Your thought of another person is not that other person. Your thought is your creation. Your emotional reaction to that thought is a reaction you engage. When you think of another person and feel angry or frustrated, you give yourself that experience. If you are not aware of that, you then blame that other person for the way you think and feel about him. This makes you a victim of the other person's choices, instead of a master of your own.
How each person thinks and feels creates a "psychic" atmosphere around that person, transmitting its influence everywhere. In other words, how you feel and think influences the feelings and thoughts of those around you. Science has found that even plants exhibit a change in response to the feeling of the person in their midst.
Now, with that understanding in mind, notice how you feel and think about the so-called "impossible person." See your rage, fear, blame, criticism, condemnation, even hatred as the psychic atmosphere you are generating, as your contribution to the current conditions of the world.
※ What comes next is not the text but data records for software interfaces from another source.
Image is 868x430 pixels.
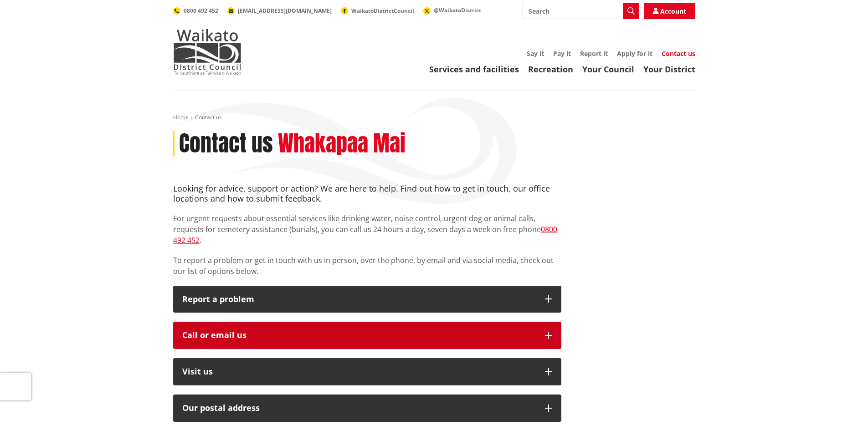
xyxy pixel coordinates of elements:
[434,6,481,14] span: @WaikatoDistrict
[173,322,561,349] button: Call or email us
[195,113,222,121] span: Contact us
[173,224,557,245] a: 0800 492 452
[179,131,272,157] h1: Contact us
[237,6,332,15] span: [EMAIL_ADDRESS][DOMAIN_NAME]
[582,64,634,75] a: Your Council
[173,184,561,203] h4: Looking for advice, support or action? We are here to help. Find out how to get in touch, our off...
[278,131,405,157] h2: Whakapaa Mai
[173,395,561,422] button: Our postal address
[643,64,695,75] a: Your District
[227,6,332,15] a: [EMAIL_ADDRESS][DOMAIN_NAME]
[173,255,561,277] p: To report a problem or get in touch with us in person, over the phone, by email and via social me...
[351,6,414,15] span: WaikatoDistrictCouncil
[173,358,561,386] button: Visit us
[173,30,241,75] img: Waikato District Council - Te Kaunihera aa Takiwaa o Waikato
[553,49,571,58] a: Pay it
[644,3,695,19] a: Account
[528,64,573,75] a: Recreation
[826,392,859,424] iframe: Messenger Launcher
[661,49,695,59] a: Contact us
[184,6,218,15] span: 0800 492 452
[182,295,536,305] p: Report a problem
[523,3,639,19] input: Search input
[173,286,561,313] button: Report a problem
[617,49,652,58] a: Apply for it
[173,6,218,15] a: 0800 492 452
[182,331,536,340] div: Call or email us
[173,113,188,121] a: Home
[182,367,536,376] p: Visit us
[526,49,544,58] a: Say it
[429,64,519,75] a: Services and facilities
[182,404,536,412] h2: Our postal address
[173,213,561,245] p: For urgent requests about essential services like drinking water, noise control, urgent dog or an...
[423,6,481,14] a: @WaikatoDistrict
[173,113,695,122] nav: breadcrumb
[580,49,608,58] a: Report it
[341,6,414,15] a: WaikatoDistrictCouncil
Then, instead of focusing on how that "impossible person" is, you focus on how you are, and set to work on improving that.
You make improvement as you pay direct attention to your thoughts and to your feelings, for in that act you deepen your connection with yourself and lessen your dependency upon the other person.
15 Keys To Winning With Impossible People
1. Every challenging encounter brings you the opportunity to learn how to treat yourself better.
2. No one is responsible for how you think of them, speak of them, feel about them, act toward them.
3. Never waste a thought thinking of how someone else thinks about you.
4. The person you find difficult to deal with reveals to you that you have more to learn.
5. Anyone who can make you react is in charge of your.
6. Kindly ask f or what you want or delightfully deal with what you get.
7. Remember the invisible nature of relationships and their endless embrace.
8. You spend time with who you think about, talk about.
9. Maintain your balance when negativity arrives.
10. Chaotic people try to draw you into their chaos.
11. What makes you so hard to get along with.
12. Whose pattern overtakes you when you react with anger or stress?
13. You first give yourself the attitude you express toward others.
14. Practice: maintain your peace and poise; remember: when you lose your peace and poise you lose your power.
15. The more difficult the relationship, the more you have to learn from it.
16. When you feel frustrated in a relationship, ask yourself:
a. What reaction in myself do I need to let go of?
b. What can I do to actually help this other person do better?
c. How will I deal with this type of situation in the future?